Wait! Before sending an angry email, give the manager the benefit of the doubt by answering these questions:

  • Is account spend so low that it takes months to accrue enough volume that the manager can make changes based statistically significant data?
  • Does the account have a long, long history of optimized performance? Fewer tweaks are required for old accounts.
  • Does your business or industry experience seasonality? Less is sometimes more depending on the time of year.

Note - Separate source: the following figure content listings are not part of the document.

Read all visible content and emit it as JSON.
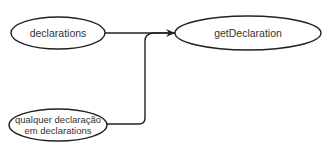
{
  "diagram": {
    "nodes": [
      {
        "id": "declarations",
        "label": "declarations"
      },
      {
        "id": "getDeclaration",
        "label": "getDeclaration"
      },
      {
        "id": "qualquer",
        "label_line1": "qualquer declaração",
        "label_line2": "em declarations"
      }
    ],
    "edges": [
      {
        "from": "declarations",
        "to": "getDeclaration"
      },
      {
        "from": "qualquer",
        "to": "getDeclaration"
      }
    ],
    "colors": {
      "stroke": "#222222",
      "text": "#333333",
      "background": "#ffffff"
    }
  }
}
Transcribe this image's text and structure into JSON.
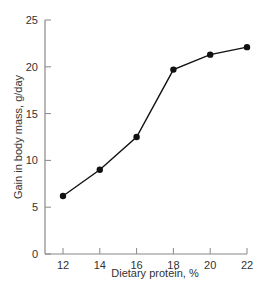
{
  "chart_data": {
    "type": "line",
    "title": "",
    "xlabel": "Dietary protein, %",
    "ylabel": "Gain in body mass, g/day",
    "x": [
      12,
      14,
      16,
      18,
      20,
      22
    ],
    "values": [
      6.2,
      9.0,
      12.5,
      19.7,
      21.3,
      22.1
    ],
    "xticks": [
      12,
      14,
      16,
      18,
      20,
      22
    ],
    "yticks": [
      0,
      5,
      10,
      15,
      20,
      25
    ],
    "xlim": [
      11,
      22
    ],
    "ylim": [
      0,
      25
    ],
    "grid": false,
    "markers": true
  }
}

If the answer to all questions is no, you can proceed with your what’s-the-deal? Inquiry. But as an occasional recipient of those emails, give your project manager a chance to explain. There is often a strategic thought process behind most action and inaction.

Reviewing Match Types

Match types can tell a lot about a campaign and its goals. Using all broad-match keywords could be a clever awareness generating tactic or a sign of mismanagement and inefficient ad spend.

Let’s say the follow keywords appear in a campaign for a bicycle shop that sells mountain bikes. These seem like relevant keywords until we realize that they are broad match and serve ads for “mountain music festival” and “Yamaha 1900 cc bike.” Neither are bicycles, and neither are a good use of ad spend.

adwords-keywords-report-broad-mgmt

Wait! You know the drill:

  • Does the campaign or ad group have negative keywords that would eliminate wasteful spending?
  • Is the campaign used for display or remarketing? It is common to use broader match types for remarketing efforts.

Evaluating Search Terms

The search term report documents the words that people actually used before clicking your ads. It is a great place to verify the broad match targeting that we outlined in #2. The following shows that people are clicking on irrelevant ads for “motorcycles” and “yamaha bikes.”

adwords-search-terms-mgmt

Wait! One last time:

  • Is the date window set to the last 30 days? Larger date ranges may show data from before your relationship with the agency began.
  • Was a lot of money wasted? Sometimes agency managers will test tangential keywords, but total cost should never get out of control.

Final Thoughts

I have said it before but I must say it again: PLEASE GIVE YOUR AGENCY THE BENEFIT OF THE DOUBT. They almost certainly know what they are doing, and manage your campaigns in a way that provides an incredible return on ad spend that would not be possible without them. But sometimes that’s not the case, and you deserve to know if they are doing their job. Hopefully this post helped answer that question.